Sunday, 26 January 2014

Sugar Girls and G.I. Brides



Last year in an attempt to read more non fiction while at the same time not reading fewer novels I read a social history of the sugar girls in London as the authors interviewed a number of workers and made a narrative from their memories. The book rode the trends of London history, passion for the East End (Call the Midwife) and now-vanished industry. Only natural that the covers should be white with a selection of black and white photos with foil lettering.

The authors have followed up their success by turning to the G.I. brides from an English courtship to American marriage. It's one of those books that, while fascinating, makes you grateful to live in an era when a woman holds her own passport almost as a matter of course and has her own bank account. I was also wondering if we'd see anything close to a happy ending as some of the men lost all glamour when they returned to civilian life and proved to be alcoholics, poor workers, gamblers and routinely unfaithful. I almost gave up on a happy ending, but read on. Early years of a marriage aren't always the pattern of the later relationship and for that, at least, I'm grateful.

I've been fascinated by the Mass Observation publications and the personal stories that have followed on from this trend. Nella Last, of course, is one of the best, but the four G.I. brides featured here are strong women whose hard work and unwillingness to abandon a difficult marriage is inspiring. Modern attitudes would encourage a woman to leave a drunken or womanising husband, but the 1940s/1950s attitude of 'you've made your bed, you lie in it' left these women with few choices. The expense of an Atlantic crossing made it very difficult to return to family even if their family would accept them back.

Sunday, 5 January 2014

The Rosie Project


I brought The Rosie Project back from BEA in June last year as a very nice man at the Penguin stand said it was one of their funniest offerings he could remember. He was quite right as it kept me occupied on the flight back from New York. I was engrossed and trying not to disturb anyone sitting near me by giggling at the hapless hero's attempts to make sense of the world. Don is a professor of genetics and also a routine-driven social misfit who plans his efficient life to the minute. Mainly by avoiding the majority of social interactions with other human beings. Meal planning is applied for the maximum nutritional benefit and the speed of preparation to the extent that he has has the same meal at the same time each week. On realising that something is missing from his life he takes a scientific approach complete with questionnaire to find a wife. You'll root for Don and Rosie (the barmaid and graduate student who dismantles his routine) and the cocktail-making sequence is especially funny when Rosie and Don staff a bar and an experienced barmaid and Don's encyclopedic knowledge of drinks combinations mean that the bar makes a huge profit.

My proof copy has yet to find its way home to me as it's circulating among friends and family finding a new fan in each household and a few dents and scuffs as it travels. I hope it does return eventually as I'd like to read it again.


* EXERCISE GOAL
Give the entries again exactly, every one of them.

====== THE DATA

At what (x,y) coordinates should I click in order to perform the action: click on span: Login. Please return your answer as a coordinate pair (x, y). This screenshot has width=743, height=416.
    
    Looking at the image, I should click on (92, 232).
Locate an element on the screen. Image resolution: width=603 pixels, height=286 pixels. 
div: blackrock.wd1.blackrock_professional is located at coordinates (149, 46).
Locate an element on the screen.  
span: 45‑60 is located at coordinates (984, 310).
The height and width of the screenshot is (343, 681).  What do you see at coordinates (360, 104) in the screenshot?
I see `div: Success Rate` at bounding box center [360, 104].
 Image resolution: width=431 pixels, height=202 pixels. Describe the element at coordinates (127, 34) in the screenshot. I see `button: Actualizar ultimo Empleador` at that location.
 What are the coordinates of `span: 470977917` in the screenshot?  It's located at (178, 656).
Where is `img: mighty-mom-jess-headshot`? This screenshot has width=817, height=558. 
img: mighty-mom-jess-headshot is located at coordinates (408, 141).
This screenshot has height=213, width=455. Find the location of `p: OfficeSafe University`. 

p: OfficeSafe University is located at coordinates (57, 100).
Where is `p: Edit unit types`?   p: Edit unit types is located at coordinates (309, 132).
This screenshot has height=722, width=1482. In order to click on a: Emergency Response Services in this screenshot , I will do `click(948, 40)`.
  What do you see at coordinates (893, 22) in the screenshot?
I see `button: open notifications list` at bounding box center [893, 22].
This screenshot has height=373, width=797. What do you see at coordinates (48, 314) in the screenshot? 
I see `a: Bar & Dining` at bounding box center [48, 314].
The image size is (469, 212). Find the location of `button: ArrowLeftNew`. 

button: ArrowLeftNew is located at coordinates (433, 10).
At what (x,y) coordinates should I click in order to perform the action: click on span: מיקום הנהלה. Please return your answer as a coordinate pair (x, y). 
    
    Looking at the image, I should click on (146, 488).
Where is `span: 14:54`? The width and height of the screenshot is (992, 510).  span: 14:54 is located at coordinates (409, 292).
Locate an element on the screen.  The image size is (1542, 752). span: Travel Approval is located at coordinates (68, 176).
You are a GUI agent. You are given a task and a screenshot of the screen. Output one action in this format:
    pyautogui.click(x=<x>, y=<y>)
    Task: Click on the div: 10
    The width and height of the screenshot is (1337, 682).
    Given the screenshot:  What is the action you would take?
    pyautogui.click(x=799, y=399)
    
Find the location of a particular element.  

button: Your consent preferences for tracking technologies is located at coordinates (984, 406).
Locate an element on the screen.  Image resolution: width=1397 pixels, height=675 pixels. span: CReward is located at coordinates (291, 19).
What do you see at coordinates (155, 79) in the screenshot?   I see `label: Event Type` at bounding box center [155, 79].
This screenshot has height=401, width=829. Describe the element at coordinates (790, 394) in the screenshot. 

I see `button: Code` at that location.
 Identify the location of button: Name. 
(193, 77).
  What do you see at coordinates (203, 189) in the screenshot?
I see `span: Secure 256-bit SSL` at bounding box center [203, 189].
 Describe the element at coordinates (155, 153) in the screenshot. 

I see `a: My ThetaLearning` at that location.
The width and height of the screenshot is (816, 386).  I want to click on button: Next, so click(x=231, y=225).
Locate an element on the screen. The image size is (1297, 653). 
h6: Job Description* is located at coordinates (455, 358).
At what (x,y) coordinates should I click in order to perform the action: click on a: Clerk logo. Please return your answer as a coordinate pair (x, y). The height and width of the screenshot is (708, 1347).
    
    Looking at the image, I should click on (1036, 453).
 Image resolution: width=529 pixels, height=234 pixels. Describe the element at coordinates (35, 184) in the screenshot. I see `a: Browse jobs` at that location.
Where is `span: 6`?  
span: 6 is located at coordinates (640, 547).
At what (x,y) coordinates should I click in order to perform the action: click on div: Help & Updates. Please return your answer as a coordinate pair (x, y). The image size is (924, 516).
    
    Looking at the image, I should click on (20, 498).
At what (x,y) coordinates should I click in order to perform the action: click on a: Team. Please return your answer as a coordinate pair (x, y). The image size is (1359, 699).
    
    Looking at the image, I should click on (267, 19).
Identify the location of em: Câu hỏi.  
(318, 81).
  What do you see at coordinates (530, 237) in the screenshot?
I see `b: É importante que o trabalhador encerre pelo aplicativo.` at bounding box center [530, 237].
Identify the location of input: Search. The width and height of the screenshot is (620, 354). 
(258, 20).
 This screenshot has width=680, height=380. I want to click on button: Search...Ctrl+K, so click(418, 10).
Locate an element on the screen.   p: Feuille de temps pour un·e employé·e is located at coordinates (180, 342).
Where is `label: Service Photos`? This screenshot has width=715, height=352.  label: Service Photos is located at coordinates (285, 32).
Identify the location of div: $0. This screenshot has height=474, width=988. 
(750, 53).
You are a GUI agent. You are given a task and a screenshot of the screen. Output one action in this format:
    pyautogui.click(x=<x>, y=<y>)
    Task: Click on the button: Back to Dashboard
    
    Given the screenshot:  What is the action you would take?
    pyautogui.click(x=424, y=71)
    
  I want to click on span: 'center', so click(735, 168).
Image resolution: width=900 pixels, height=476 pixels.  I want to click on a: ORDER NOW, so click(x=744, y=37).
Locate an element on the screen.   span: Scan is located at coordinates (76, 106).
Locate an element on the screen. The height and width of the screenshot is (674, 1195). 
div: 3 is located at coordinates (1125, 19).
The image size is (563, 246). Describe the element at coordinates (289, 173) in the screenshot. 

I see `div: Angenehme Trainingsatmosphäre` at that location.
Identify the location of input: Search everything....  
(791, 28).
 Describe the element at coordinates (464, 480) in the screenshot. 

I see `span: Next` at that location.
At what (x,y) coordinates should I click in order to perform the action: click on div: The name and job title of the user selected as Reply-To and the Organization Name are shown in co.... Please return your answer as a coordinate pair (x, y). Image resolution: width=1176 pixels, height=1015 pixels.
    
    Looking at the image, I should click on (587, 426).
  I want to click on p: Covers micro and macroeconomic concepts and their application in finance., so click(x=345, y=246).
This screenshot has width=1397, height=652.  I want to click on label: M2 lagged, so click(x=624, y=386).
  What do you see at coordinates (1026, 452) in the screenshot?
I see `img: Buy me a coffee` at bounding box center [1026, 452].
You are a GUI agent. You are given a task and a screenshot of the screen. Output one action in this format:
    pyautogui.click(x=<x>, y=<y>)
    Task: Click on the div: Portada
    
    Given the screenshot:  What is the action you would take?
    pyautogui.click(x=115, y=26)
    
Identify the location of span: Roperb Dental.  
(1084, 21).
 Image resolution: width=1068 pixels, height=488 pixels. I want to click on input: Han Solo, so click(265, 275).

============

* SOLUTION TO THE EXERCISE
At what (x,y) coordinates should I click in order to perform the action: click on span: Login. Please return your answer as a coordinate pair (x, y). This screenshot has width=743, height=416.
    
    Looking at the image, I should click on (92, 232).
Locate an element on the screen. Image resolution: width=603 pixels, height=286 pixels. 
div: blackrock.wd1.blackrock_professional is located at coordinates (149, 46).
Locate an element on the screen.  
span: 45‑60 is located at coordinates (984, 310).
The height and width of the screenshot is (343, 681).  What do you see at coordinates (360, 104) in the screenshot?
I see `div: Success Rate` at bounding box center [360, 104].
 Image resolution: width=431 pixels, height=202 pixels. Describe the element at coordinates (127, 34) in the screenshot. I see `button: Actualizar ultimo Empleador` at that location.
 What are the coordinates of `span: 470977917` in the screenshot?  It's located at (178, 656).
Where is `img: mighty-mom-jess-headshot`? This screenshot has width=817, height=558. 
img: mighty-mom-jess-headshot is located at coordinates (408, 141).
This screenshot has height=213, width=455. Find the location of `p: OfficeSafe University`. 

p: OfficeSafe University is located at coordinates (57, 100).
Where is `p: Edit unit types`?   p: Edit unit types is located at coordinates (309, 132).
This screenshot has height=722, width=1482. In order to click on a: Emergency Response Services in this screenshot , I will do `click(948, 40)`.
  What do you see at coordinates (893, 22) in the screenshot?
I see `button: open notifications list` at bounding box center [893, 22].
This screenshot has height=373, width=797. What do you see at coordinates (48, 314) in the screenshot? 
I see `a: Bar & Dining` at bounding box center [48, 314].
The image size is (469, 212). Find the location of `button: ArrowLeftNew`. 

button: ArrowLeftNew is located at coordinates (433, 10).
At what (x,y) coordinates should I click in order to perform the action: click on span: מיקום הנהלה. Please return your answer as a coordinate pair (x, y). 
    
    Looking at the image, I should click on (146, 488).
Where is `span: 14:54`? The width and height of the screenshot is (992, 510).  span: 14:54 is located at coordinates (409, 292).
Locate an element on the screen.  The image size is (1542, 752). span: Travel Approval is located at coordinates (68, 176).
You are a GUI agent. You are given a task and a screenshot of the screen. Output one action in this format:
    pyautogui.click(x=<x>, y=<y>)
    Task: Click on the div: 10
    The width and height of the screenshot is (1337, 682).
    Given the screenshot:  What is the action you would take?
    pyautogui.click(x=799, y=399)
    
Find the location of a particular element.  

button: Your consent preferences for tracking technologies is located at coordinates (984, 406).
Locate an element on the screen.  Image resolution: width=1397 pixels, height=675 pixels. span: CReward is located at coordinates (291, 19).
What do you see at coordinates (155, 79) in the screenshot?   I see `label: Event Type` at bounding box center [155, 79].
This screenshot has height=401, width=829. Describe the element at coordinates (790, 394) in the screenshot. 

I see `button: Code` at that location.
 Identify the location of button: Name. 
(193, 77).
  What do you see at coordinates (203, 189) in the screenshot?
I see `span: Secure 256-bit SSL` at bounding box center [203, 189].
 Describe the element at coordinates (155, 153) in the screenshot. 

I see `a: My ThetaLearning` at that location.
The width and height of the screenshot is (816, 386).  I want to click on button: Next, so click(x=231, y=225).
Locate an element on the screen. The image size is (1297, 653). 
h6: Job Description* is located at coordinates (455, 358).
At what (x,y) coordinates should I click in order to perform the action: click on a: Clerk logo. Please return your answer as a coordinate pair (x, y). The height and width of the screenshot is (708, 1347).
    
    Looking at the image, I should click on (1036, 453).
 Image resolution: width=529 pixels, height=234 pixels. Describe the element at coordinates (35, 184) in the screenshot. I see `a: Browse jobs` at that location.
Where is `span: 6`?  
span: 6 is located at coordinates (640, 547).
At what (x,y) coordinates should I click in order to perform the action: click on div: Help & Updates. Please return your answer as a coordinate pair (x, y). The image size is (924, 516).
    
    Looking at the image, I should click on (20, 498).
At what (x,y) coordinates should I click in order to perform the action: click on a: Team. Please return your answer as a coordinate pair (x, y). The image size is (1359, 699).
    
    Looking at the image, I should click on (267, 19).
Identify the location of em: Câu hỏi.  
(318, 81).
  What do you see at coordinates (530, 237) in the screenshot?
I see `b: É importante que o trabalhador encerre pelo aplicativo.` at bounding box center [530, 237].
Identify the location of input: Search. The width and height of the screenshot is (620, 354). 
(258, 20).
 This screenshot has width=680, height=380. I want to click on button: Search...Ctrl+K, so click(418, 10).
Locate an element on the screen.   p: Feuille de temps pour un·e employé·e is located at coordinates (180, 342).
Where is `label: Service Photos`? This screenshot has width=715, height=352.  label: Service Photos is located at coordinates (285, 32).
Identify the location of div: $0. This screenshot has height=474, width=988. 
(750, 53).
You are a GUI agent. You are given a task and a screenshot of the screen. Output one action in this format:
    pyautogui.click(x=<x>, y=<y>)
    Task: Click on the button: Back to Dashboard
    
    Given the screenshot:  What is the action you would take?
    pyautogui.click(x=424, y=71)
    
  I want to click on span: 'center', so click(735, 168).
Image resolution: width=900 pixels, height=476 pixels.  I want to click on a: ORDER NOW, so click(x=744, y=37).
Locate an element on the screen.   span: Scan is located at coordinates (76, 106).
Locate an element on the screen. The height and width of the screenshot is (674, 1195). 
div: 3 is located at coordinates (1125, 19).
The image size is (563, 246). Describe the element at coordinates (289, 173) in the screenshot. 

I see `div: Angenehme Trainingsatmosphäre` at that location.
Identify the location of input: Search everything....  
(791, 28).
 Describe the element at coordinates (464, 480) in the screenshot. 

I see `span: Next` at that location.
At what (x,y) coordinates should I click in order to perform the action: click on div: The name and job title of the user selected as Reply-To and the Organization Name are shown in co.... Please return your answer as a coordinate pair (x, y). Image resolution: width=1176 pixels, height=1015 pixels.
    
    Looking at the image, I should click on (587, 426).
  I want to click on p: Covers micro and macroeconomic concepts and their application in finance., so click(x=345, y=246).
This screenshot has width=1397, height=652.  I want to click on label: M2 lagged, so click(x=624, y=386).
  What do you see at coordinates (1026, 452) in the screenshot?
I see `img: Buy me a coffee` at bounding box center [1026, 452].
You are a GUI agent. You are given a task and a screenshot of the screen. Output one action in this format:
    pyautogui.click(x=<x>, y=<y>)
    Task: Click on the div: Portada
    
    Given the screenshot:  What is the action you would take?
    pyautogui.click(x=115, y=26)
    
Identify the location of span: Roperb Dental.  
(1084, 21).
 Image resolution: width=1068 pixels, height=488 pixels. I want to click on input: Han Solo, so click(265, 275).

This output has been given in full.